Returning to America after the summer holidays in the homeland is always an emotionally charged and complex experience.

First of all, it marks the end of an essentially carefree, pleasant stay in a place where nature has been blessed by unique beauty. We know that our airplane will literally “land” on a landscape full of professional obligations, outstanding bills, family obligations and so many others things that make up everyday life in the place we call home for the rest of the year. It’s the “end of vacation blues” many will tell us, while others will say it is a heavy heart and nostalgia.

But the experience of returning home is a much more complex feeling than that of landing in everyday life after a period of well being. Because Greece offers us expatriate children much more than simple tourism. In this beautiful land are the cities, villages, islands, neighborhoods where many lived during the first years of their lives. The country with its songs, its dances, the light, the seas, the taverns and many other wondrous things, fills us immediately, it literally overwhelms us all, regardless of age and place of birth.

It is incredible how in a few days, the childhood memories and all those things that young people were taught in Greek schools abroad, tie everyone to the country, making us feel as though we never left.
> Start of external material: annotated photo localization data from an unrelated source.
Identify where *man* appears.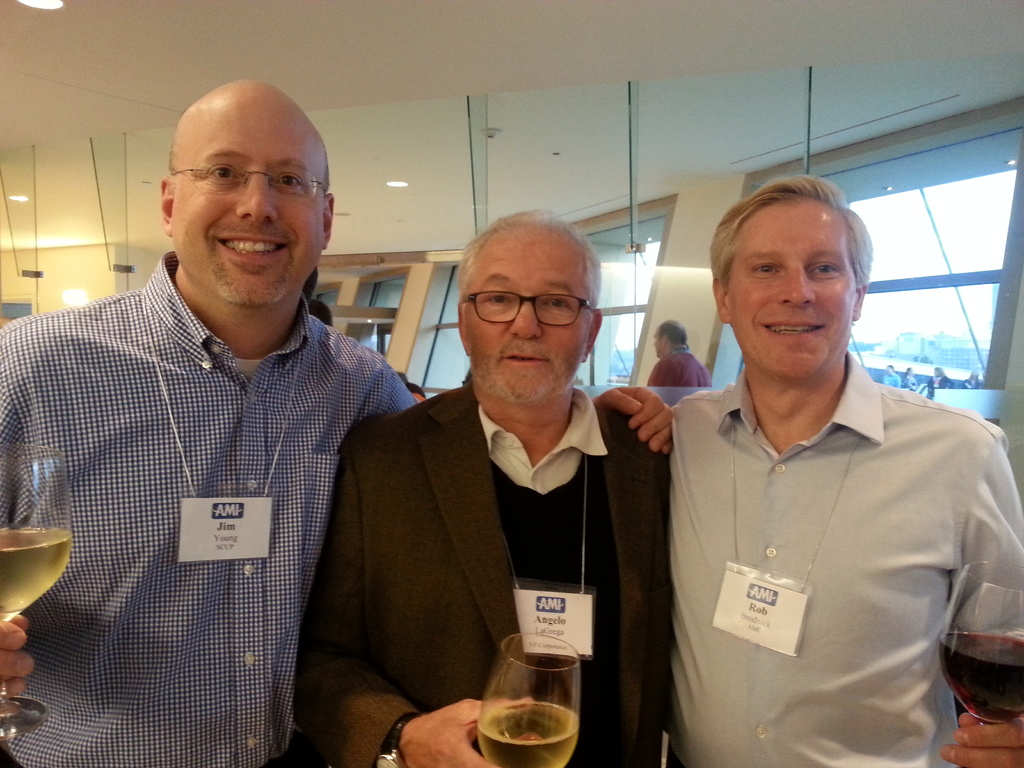
Appears at [646,321,715,409].
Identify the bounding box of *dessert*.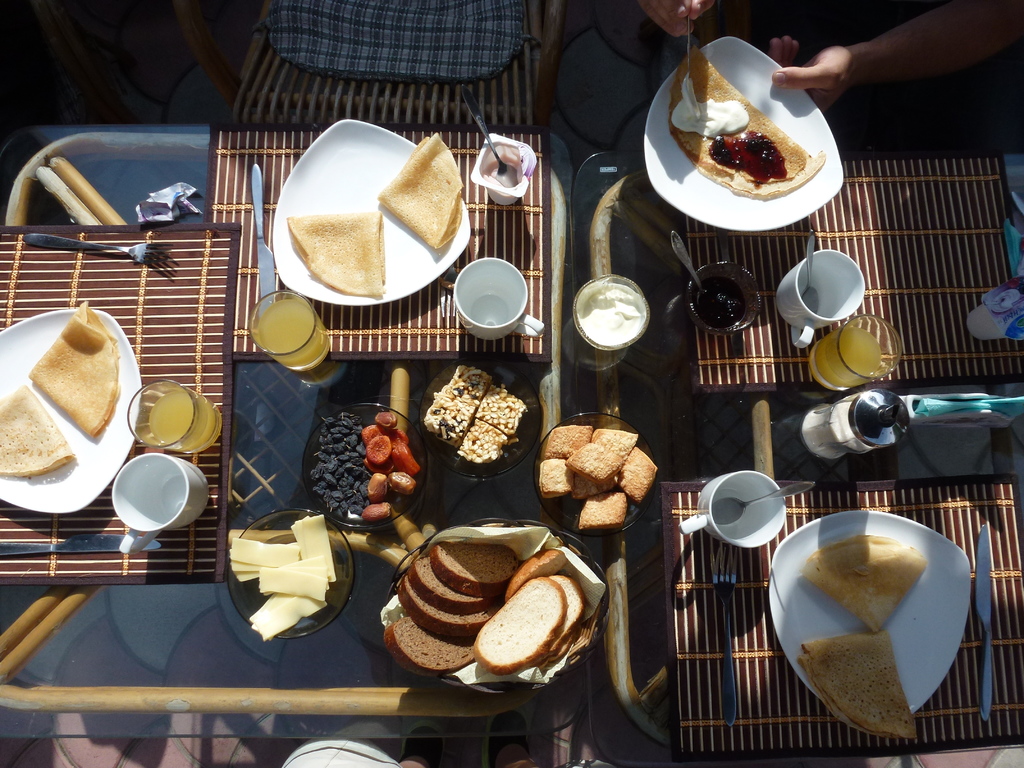
x1=812 y1=536 x2=922 y2=627.
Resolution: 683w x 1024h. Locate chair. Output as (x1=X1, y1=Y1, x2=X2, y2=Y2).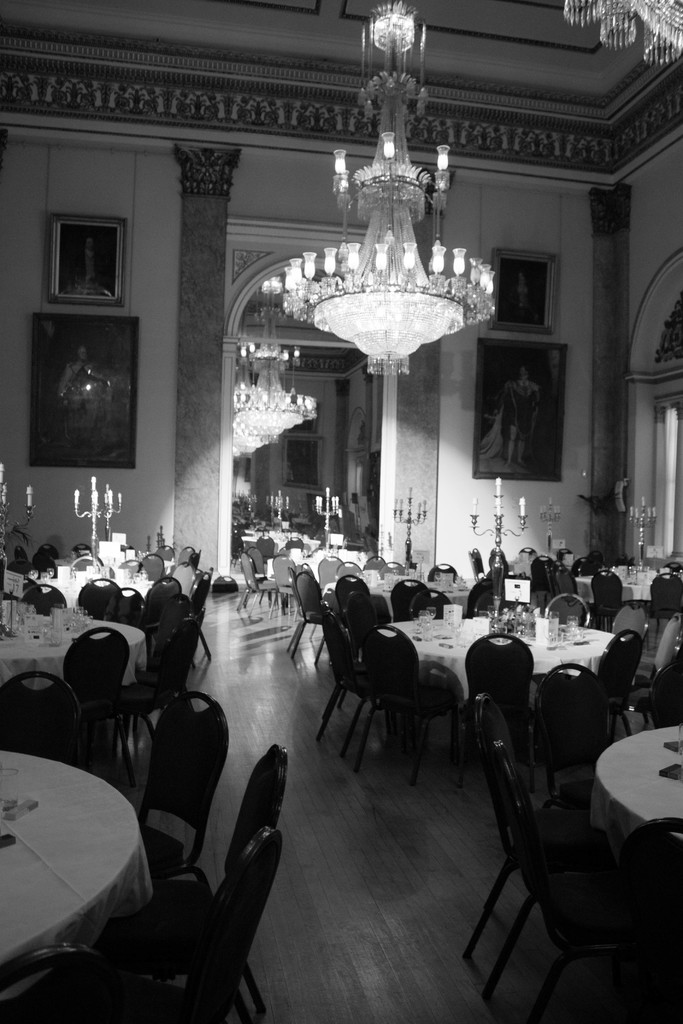
(x1=320, y1=603, x2=366, y2=741).
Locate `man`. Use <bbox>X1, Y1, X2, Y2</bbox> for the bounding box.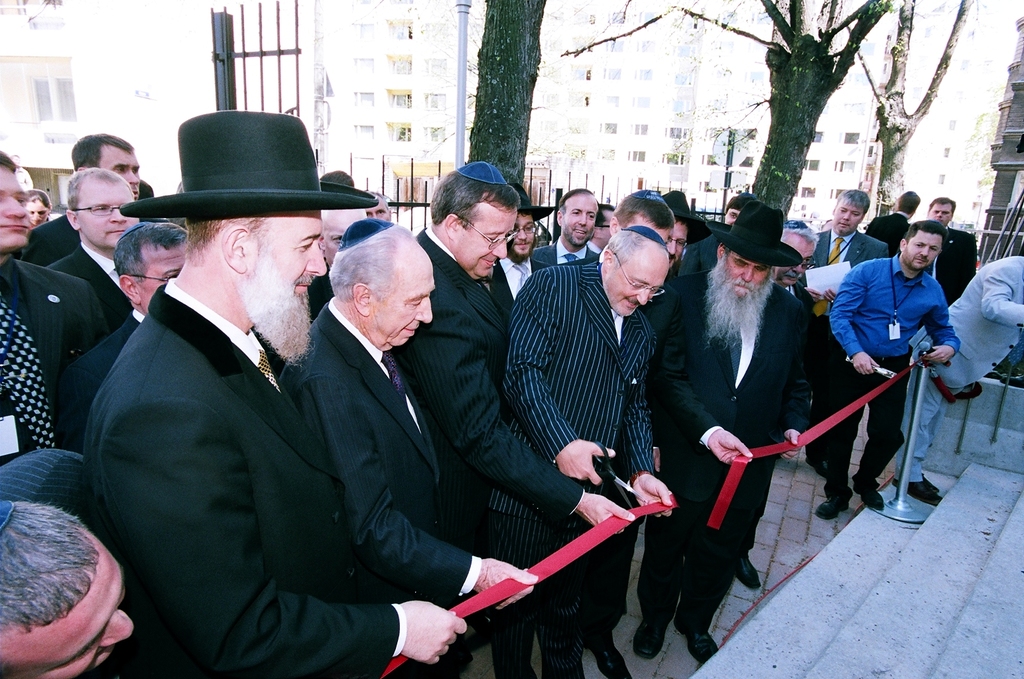
<bbox>0, 481, 133, 678</bbox>.
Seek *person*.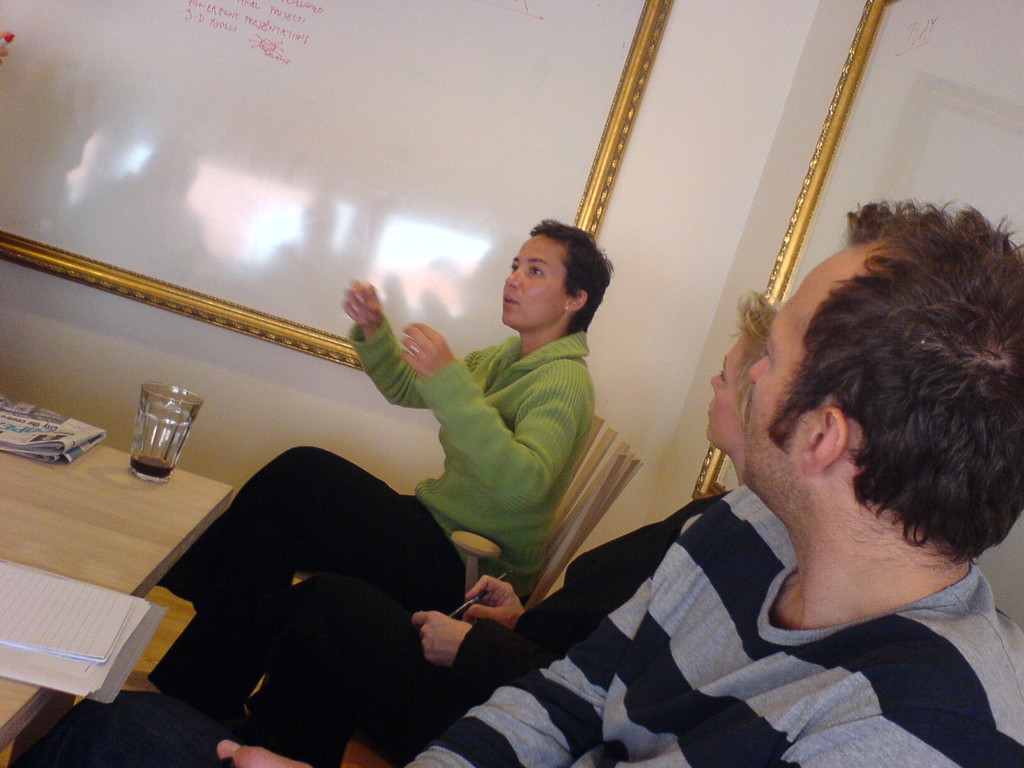
<bbox>33, 197, 1023, 767</bbox>.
A few days in the homeland strengthen the bonds immediately and make the return to America even harder and more wistful.

However, leaving Greece this year filled the heart with even more sadness. We left behind a country even more frazzled and overwhelmed with doubt about the future. In analyzing the reasons for the continual and intensified distress of recent years, a leading foreign journalist noted that the Greek people, after years of mismanagement, suffered a year and a half ago another “political accident”, in other words, the election of a populist radical left government which made a bad situation worse. On returning home this year, we left behind a people even more immersed in uncertainty, pessimism, the desire to escape and obsolescence.

And that certainly made our return even more difficult emotionally.

It remains for us to hope that next summer, when we return from Greece once again, we will carry with us only the nostalgia and the inevitable sadness for the end of our vacation, and not this year’s intense concern and uncertainty about the future of the homeland.

“X” is a former foreign affairs senior executive who chooses to remain anonymous.